• Repository Structure

    This repository uses a pnpm workspace to manage multiple packages and projects. Understanding the structure will help you navigate the codebase and know where to make changes.

    Top-Level Directories

    content/

    All course materials and internal documentation live here.

    • content/courses/ β€” Course content organized by course (e.g., advanced-ui/, advanced-figma/)
    • content/handbook/ β€” Internal documentation and style guides (this handbook)
    • content/workspace/ β€” Workspace-specific content, proposals, and ideas

    Most content is written in Chalk (.chalk files), which is our content authoring format. See the Chalk documentation for details.

    packages/

    Internal tools and utilities that support our work. These are managed as pnpm workspace packages.

    • packages/chalk/ β€” The Chalk build system and content processor
    • packages/workbench/ β€” Interactive UI demo tool for educational content
    • packages/blueprint/ β€” Layered UI component library for Workbench
    • packages/dashboard/ β€” Analytics dashboard (Observable-based)
    • packages/invoice-downloader/ β€” Internal tool for managing invoices
    • packages/aui-preview/ β€” Preview tool for Advanced UI course

    Each package typically has its own package.json, dependencies, and development scripts. See Tools and Packages for more details.

    websites/

    Source files for our public-facing websites.

    • websites/buttonschool.com/ β€” Main Button School website
    • websites/chalkboard.buttonschool.com/ β€” Chalkboard preview tool
    • websites/handbook.buttonschool.com/ β€” This handbook (public version)
    • websites/uimc.buttonschool.com/ β€” UI Masterclass website

    Each website has its own build configuration and deployment setup.

    lab/

    Experiments, prototypes, and early-stage work. This is where we try out new ideas before they become full tools or features.

    • lab/gather/ β€” Project management prototype (Flask/Python)
    • lab/school-planner/ β€” Course planning tool (Svelte)
    • lab/course-exporter/ β€” Tool for exporting courses as zip files
    • lab/codepen-archive/ β€” Archive of CodePen demos and examples
    • lab/video-scrubber/ β€” Video navigation prototype

    Projects in lab/ may eventually graduate to packages/ if they become production tools, or they may remain experimental.

    Root-Level Files

    Configuration Files

    • package.json β€” Root package configuration and workspace scripts
    • pnpm-workspace.yaml β€” Defines the pnpm workspace structure
    • pnpm-lock.yaml β€” Lock file for dependencies
    • Brewfile β€” Homebrew packages installed by setup.sh
    • setup.sh β€” Initial setup script for new team members

    Documentation

    • README.chalk β€” Repository overview (rendered on GitHub)
    • .gitignore β€” Git ignore patterns

    Other Files

    Most other files in the root are configuration for build tools, linters, or deployment. If you’re just working on content, you typically don’t need to modify these.

    pnpm Workspace Structure

    This repository uses pnpm workspaces to manage multiple packages. The workspace is defined in pnpm-workspace.yaml and includes:

    • All packages in packages/
    • All websites in websites/
    • All lab projects in lab/

    This means:

    • Dependencies are installed from the root with pnpm install
    • Packages can depend on each other using workspace protocol (workspace:*)
    • Scripts can be run from the root or individual packages
    • Dependencies are hoisted and shared where possible

    When to Use Each Directory

    Use content/ when:

    • Creating or editing course materials
    • Writing handbook documentation
    • Adding new lessons or guides

    Use packages/ when:

    • Working on internal tools
    • Fixing bugs in Chalk, Workbench, or other tools
    • Adding features to existing tools

    Use websites/ when:

    • Making changes to public-facing websites
    • Updating site content or styling
    • Working on deployment configurations

    Use lab/ when:

    • Experimenting with new ideas
    • Building prototypes
    • Testing concepts before they become production tools

    Finding Specific Things

    For a quick reference on where to find specific content, tools, or documentation, see Finding Things.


Go through the data and report each line that holds the string "network".

══════════════════════════════

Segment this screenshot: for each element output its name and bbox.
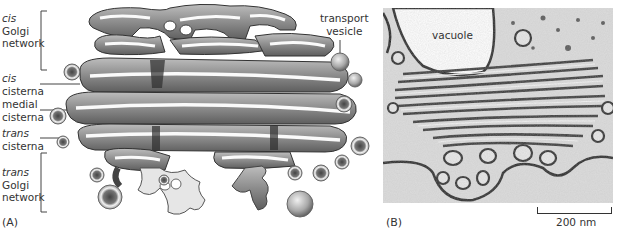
label-trans-cisterna: trans cisterna [2,127,44,152]
scale-bar [537,207,612,214]
trans-cisterna-shape [78,124,347,152]
micrograph-image [383,8,613,203]
transport-vesicle-shape [331,53,349,71]
panel-label-a: (A) [2,216,18,229]
label-trans-golgi-network: trans Golgi network [2,166,45,204]
label-cis-golgi-network: cis Golgi network [2,12,45,50]
panel-label-b: (B) [386,216,402,229]
scale-bar-label: 200 nm [556,216,596,228]
medial-cisterna-shape [66,92,356,124]
cis-golgi-network-shape [89,4,334,56]
label-vacuole: vacuole [432,29,473,42]
label-cis-cisterna: cis cisterna [2,72,44,97]
cis-cisterna-shape [80,58,348,92]
label-transport-vesicle: transport vesicle [320,12,369,37]
label-medial-cisterna: medial cisterna [2,98,44,123]
trans-golgi-network-shape [105,148,295,214]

══════════════════════════════

> Written solution:
label-trans-golgi-network: trans Golgi network [2,166,45,204]
label-cis-golgi-network: cis Golgi network [2,12,45,50]
cis-golgi-network-shape [89,4,334,56]
trans-golgi-network-shape [105,148,295,214]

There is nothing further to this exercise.